1) I have to get all public appearances approved by my higher-ups. Quite standard procedure but rules is rules. As I’m relatively new to the WSJ, I’m not sure how open they are to this sort of thing.
2) I’m not an advocate of a position the way you are. I don’t have a stake in the outcome. Instead, I have a view on the way the legal documents work, a view on the prospects of the companies and a view on desirable reforms for housing. I’m willing to defend these views but it should be clear that that is all they are: informed opinions.
3) We’ll have to agree on format, question for debate, and all that.
4) No debate will take place if there are any further attacks on my character, my employer, or similar fits of insulting behavior. I have no interest in debating fools or fanatics who cannot conduct themselves in a civilized way.
5) Although I cannot speak for my employers, your earlier attacks on them make it impossible for me to contemplate even asking them if I could debate you. You’ve already gone beyond the realm of civilized discourse.
6) So you’ll have to find a suitable person for me to debate on the subject.
He starts out stating fairly normal terms of debate and then like the government he defends takes a schizophrenic turn and proceeds to decline to debate based on our characterizations of him and the WSJ.
(Our reply)
John, I apologize if you have taken offense to our characterizations of you and the WSJ. It is simply our belief that you and the WSJ have been presenting a very one-sided view of the Fannie/Freddie story that has led us to draw these conclusions. The lack of honest reporting concerning the blatant theft of all of Fannie and Freddies profits is especially alarming to us.
I think the debate could help everyone involved get a much better grasp on the true picture. I also believe that a debate such as this could attract quite a bit of attention, and it would be nice if we could use it to raise money for charity.
I am open to a variety of terms and understand that you have obligations to consider as well. I would propose that we set up an online forum in which to have it.

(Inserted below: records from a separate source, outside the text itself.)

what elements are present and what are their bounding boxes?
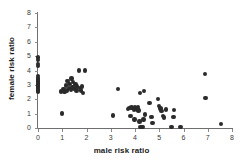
x-tick-label: 6 bbox=[179, 134, 189, 142]
data-point bbox=[203, 72, 207, 76]
data-point bbox=[136, 108, 140, 112]
data-point bbox=[162, 115, 166, 119]
data-point bbox=[77, 68, 81, 72]
data-point bbox=[156, 97, 160, 101]
data-point bbox=[36, 64, 40, 68]
y-tick-label: 3 bbox=[21, 81, 31, 89]
scatter-plot-figure: 012345678 012345678 male risk ratio fema… bbox=[0, 0, 243, 165]
x-tick-mark bbox=[111, 129, 112, 132]
data-point bbox=[111, 113, 115, 117]
data-point bbox=[143, 112, 147, 116]
data-point bbox=[116, 87, 120, 91]
y-tick-label: 5 bbox=[21, 52, 31, 60]
x-tick-mark bbox=[38, 129, 39, 132]
x-tick-label: 1 bbox=[57, 134, 67, 142]
x-tick-mark bbox=[135, 129, 136, 132]
x-tick-label: 5 bbox=[154, 134, 164, 142]
y-axis-title: female risk ratio bbox=[7, 19, 16, 119]
x-tick-label: 3 bbox=[106, 134, 116, 142]
data-point bbox=[142, 89, 146, 93]
data-point bbox=[164, 107, 168, 111]
x-tick-label: 2 bbox=[82, 134, 92, 142]
data-point bbox=[147, 101, 151, 105]
data-point bbox=[150, 121, 154, 125]
x-tick-mark bbox=[208, 129, 209, 132]
y-tick-label: 2 bbox=[21, 95, 31, 103]
x-tick-label: 7 bbox=[203, 134, 213, 142]
data-point bbox=[80, 84, 84, 88]
data-point bbox=[219, 122, 223, 126]
x-tick-mark bbox=[159, 129, 160, 132]
x-tick-mark bbox=[87, 129, 88, 132]
plot-data-area bbox=[38, 13, 232, 128]
x-tick-label: 0 bbox=[33, 134, 43, 142]
x-tick-label: 4 bbox=[130, 134, 140, 142]
x-tick-mark bbox=[62, 129, 63, 132]
data-point bbox=[36, 89, 40, 93]
data-point bbox=[149, 115, 153, 119]
x-tick-label: 8 bbox=[227, 134, 237, 142]
y-tick-label: 8 bbox=[21, 9, 31, 17]
y-tick-label: 0 bbox=[21, 124, 31, 132]
data-point bbox=[132, 117, 136, 121]
x-tick-mark bbox=[184, 129, 185, 132]
y-tick-label: 6 bbox=[21, 38, 31, 46]
data-point bbox=[172, 108, 176, 112]
data-point bbox=[81, 91, 85, 95]
data-point bbox=[60, 111, 64, 115]
x-tick-mark bbox=[232, 129, 233, 132]
x-axis-title: male risk ratio bbox=[0, 146, 243, 155]
y-tick-label: 7 bbox=[21, 23, 31, 31]
data-point bbox=[203, 96, 207, 100]
data-point bbox=[171, 115, 175, 119]
data-point bbox=[83, 68, 87, 72]
y-tick-label: 4 bbox=[21, 67, 31, 75]
data-point bbox=[141, 117, 145, 121]
y-tick-label: 1 bbox=[21, 110, 31, 118]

We could have a moderator (Malka Zeefe has offered) who would review our proposed questions/topics and present them. We do not have to have strict time constraints; it can be fairly open-ended.
We could each invite other people to join our respective side to offer a broader array of opinions.
I hope we can put our past differences aside and go through with this debate. It could be a lot of fun, and maybe we could help some people out in the process.
I honestly believe that this issue is if critical importance and our dialogue could help shape the debate. Thanks
We have not heard back from John as of today.I was not surprised to see John back out, for the government has offered no legitimate defense for their actions, therefore, those like Carney and the WSJ, who choose to defend them have nothing to defend. Our government claims to have done nothing wrong yet when given the opportunity prove their innocence they have chose to stall, delay and hide all of the evidence that could prove their innocence, this forces those who choose to defend them no option but to do the same.
John claims he is just “analyzing the facts” yet closer examination shows that he is cherry picking certain facts that support the government while ignoring the truth that would expose their lawlessness. I am sorry John if you take offense to the truths that we find so evident, but you my friend are nothing more than a propaganda minister. You are not a “journalist.” As propaganda minister, your role is to create confusion while blindly rationalizing the governments brazen attempts to trample the rule of law.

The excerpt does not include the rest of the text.